The Walser are the speakers of the Walser German dialects, and inhabit the Alps of Switzerland and Liechtenstein, as well as the fringes of Italy and Austria. The Walser people are named after the Wallis (Valais). They Walser left their homeland in southwest Germany and settled in what we know today as the Bernese Oberland, in Switzerland, around the fifth century A.D., subsequently migrating to a mountainous region in the Swiss canton of Valais (Wallis), where they settled successfully. From here, they began to spread south, west and east between the 12th and 13th centuries, in the so-called Walser migrations, and these routes became Walserwegs, or Walser path ways.

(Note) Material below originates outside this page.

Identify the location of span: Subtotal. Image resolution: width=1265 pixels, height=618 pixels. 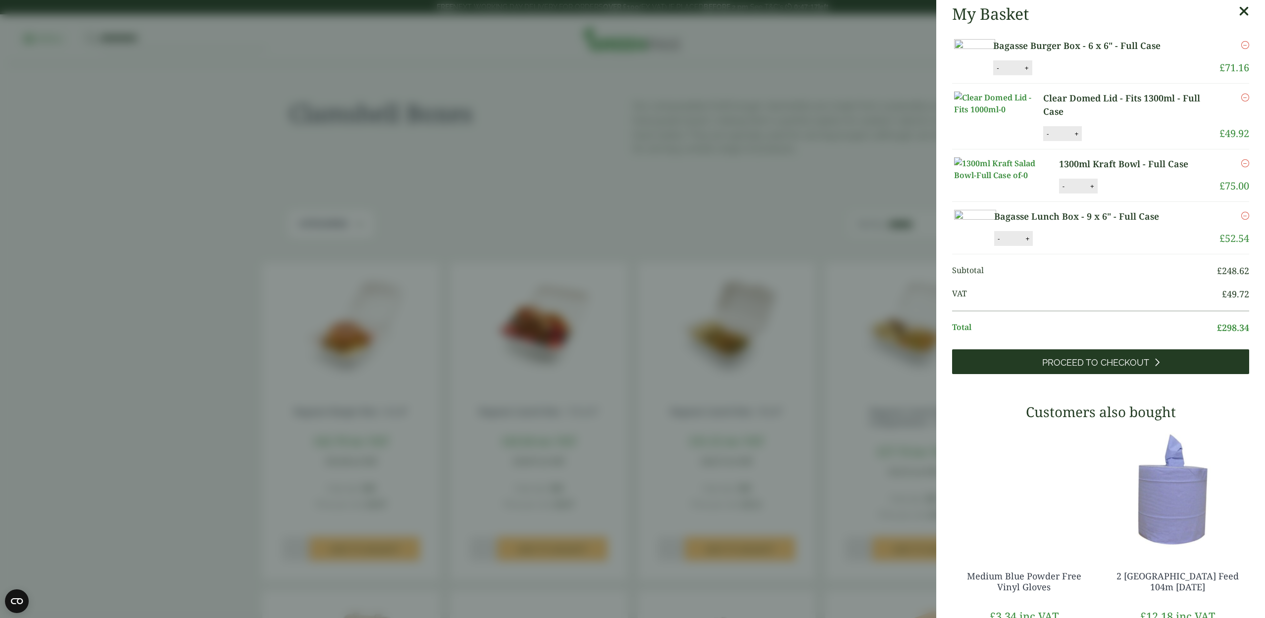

The route we'll be following to a large extent, is Route 35, a traditional route used by the Walsers, beginning in Chiavenna (Northern Italy) and finishing in Klosters (Eastern Switzerland). The route leads through historic cultivated landscapes, typical scattered Walser settlements, Alpine meadows and shady stone pine and larch forests. These impressive natural environments alternate with evidence of Walser pastures and mountain farming. Typical slanted wooden fences, Walser houses burned brown by the sun, log-cabin-style barns and regional building variations such as steeply-pitched roofs in Vals and wood-shingle roofs in the Safiental valley add to the appeal of this long-distance trail. We'll pass through many villages typifying Walser culture, such as Safien, and Langwies and major Walser centres such as Davos, Klosters and Arosa.